Rideshare killed Toronto’s on-demand Wheelchair Accessible Vehicle (WAV) Program. Industry warned staff and politicians for a decade that this would happen, and it has happened.
This is terribly sad news for all of the members of the community of the disabled community who had hoped on-demand accessible service would exist by now. It doesn’t, and it won’t, so long as there are 85,000 plus Vehicles for Hire fighting over every scrap of business in the city.
Few, if any, drivers can afford to buy, convert, insure, and maintain a WAV. Staff told stakeholders at last year’s VFH review that “Uber and Lyft have, between them, maybe one accessible vehicle.”
Toronto has NO PLAN to fix this problem; truthfully, I tell you from my heart, they don’t even understand the problem.
During last years’ VFH Review, when it became blatantly obvious that L&S staff have absolutely no grasp of the Law of Supply and Demand, I offered to hire and pay a business school professor to deliver a short workshop on the concept.
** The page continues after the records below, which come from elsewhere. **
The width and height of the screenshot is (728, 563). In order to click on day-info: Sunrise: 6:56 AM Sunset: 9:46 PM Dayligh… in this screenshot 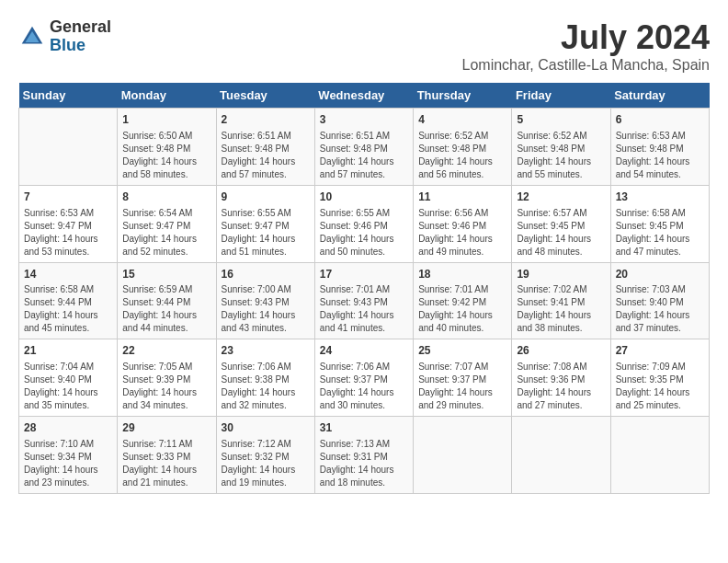, I will do `click(462, 233)`.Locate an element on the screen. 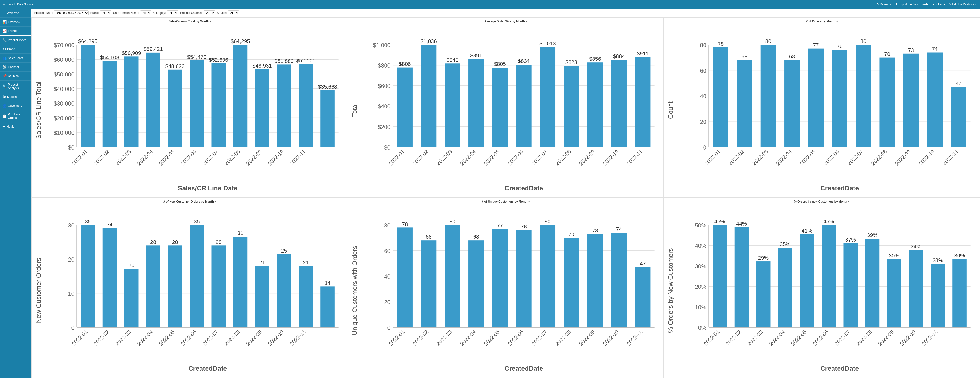 Image resolution: width=980 pixels, height=378 pixels. chart-dropdown-arrow-new-customer-orders: ▾ is located at coordinates (215, 202).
I was told such a thing could not occur because it would be considered lobbying. We are in real trouble when universally-accepted, helpful, factual information is considered “lobbying.” It’s better to base important public policy on absolute nonsense, I guess.
So, here we are. The last creaky, wobbly, wheezy “buckets of bolts” Wheelchair Accessible Vans are rolling toward the final possible moment of their roadworthy usefulness (no matter how many two month extensions Toronto grants in a panic) and there is nothing to replace them. Toronto’s grant program will not solve the problem; per-trip fees will not solve the problem, SO LONG AS THERE IS NO CAP ON THE NUMBER OF VEHICLES FOR HIRE ON THE ROADS.
But hey, Hopp, welcome to Toronto. Hope the expansion helps with your IPO. Meanwhile, how many Wheelchair Accessible Vans will you be running?